The Hong Kong-based news site Asia Times has published an article praising the success of Hungary’s family support schemes.
In it, they write: ‘Academic demographers have shown that family-friendly government policies can mitigate or even reverse the fertility decline that has taken birthrates in the industrial world well below replacement. Infertility is notoriously resistant to public spending, but targeted spending—for example on childhood education and family housing—makes a difference’.
‘Hungary is one of the world’s few demographic success stories, and its Corvinus Institute for Advanced Studies last month hosted a seminar with prominent international researchers to review the fall of global fertility and consider remedies,’ the author continues.
‘Hungary is one of the world’s few demographic success stories’
When the incumbent, right-wing conservative Fidesz-KDNP coalition got into power in Hungary, in 2010, the national fertility rate was just 1.25 births per woman. It has been steadily declining for over a decade. In 1990, for example, it was as high as 1.87 births per woman. Fidesz was able to reverse that nefarious trend. By 2021, it grew to 1.61, which was actually above the EU average of 1.53 births per woman for the year.
The Orbán administration has implemented policies such as CSOK, a homeownership subsidy programme for couples with children in 2015. They introduced its revamped version, CSOK Plusz, in 2023. Women under the age of 30 who have had at least one child get to pay reduced income tax; while mothers with four children or more are exempt from national income tax altogether. The government are also issuing so-called ‘baby bonds,’ low-value treasury bonds for 42,500 HUF ($108) with 19-year maturities and compounding interest for each child born. After the bond matures, the accumulated money gets released to the 19-year-old child’s bank account.
‘Western European countries see mass migration as the solution to their pressing demographic problems’
This approach is in contrast to that of the leaders of some Western European countries, who see mass migration as the solution to their pressing demographic problems.
The article by Asia Times, however, goes on to point out in their analysis that:
‘There is no simple correlation between total public spending on family benefits and the total fertility rate among the members of the high-income club, the Organization for Economic Cooperation and Development. Nonetheless, countries with higher fertility mostly spend more to support families, and countries with lower fertility tend to spend less’.
The author also goes on to cite a lecture that American Nobel laureate economist James Heckman has given at Corvinus University in Budapest, Hungary. In it, he named ‘the costs of higher education and career aspirations delaying or discouraging parenthood, shifting social norms reflecting parenthood as a personal choice rather than a societal expectation, economic challenges such as housing costs and job insecurity, cultural and media influences, and environmental concerns like climate change’ as the five main factors behind the declining fertility rates in Western countries. He then highlighted that government spending on early childhood education usually boosts the participation of women in the workforce and raises the overall fertility rate.
The lack of affordable housing for young adults also decreases a country's fertility rate, Heckman also pointed out. The countries of South Korea, Italy, Greece, Spain, Portugal, and Poland, where the highest proportion of young adults live with their parents, also have the lowest fertility rate. So, the Hungarian CSOK programme helping young adults with homeownership is a strategically sound move.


Print the lines that run from the line with "At what (x,y)" to the line with "In order to click", keeping both end lines, exactly as they appear in the entries below, and nothing else.

*DATA SUPPLIED*
──────

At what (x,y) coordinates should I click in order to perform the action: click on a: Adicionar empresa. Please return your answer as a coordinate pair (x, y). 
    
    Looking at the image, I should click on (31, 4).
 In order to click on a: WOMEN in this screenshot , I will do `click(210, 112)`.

──────

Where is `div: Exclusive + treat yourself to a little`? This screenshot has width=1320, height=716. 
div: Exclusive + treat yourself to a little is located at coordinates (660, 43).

──────

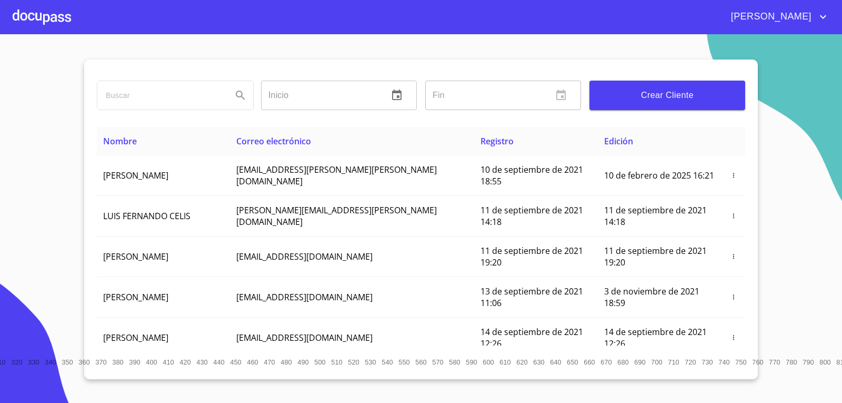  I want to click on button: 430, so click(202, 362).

──────

*COMPLETED TASK*
At what (x,y) coordinates should I click in order to perform the action: click on a: Adicionar empresa. Please return your answer as a coordinate pair (x, y). 
    
    Looking at the image, I should click on (31, 4).
 In order to click on a: WOMEN in this screenshot , I will do `click(210, 112)`.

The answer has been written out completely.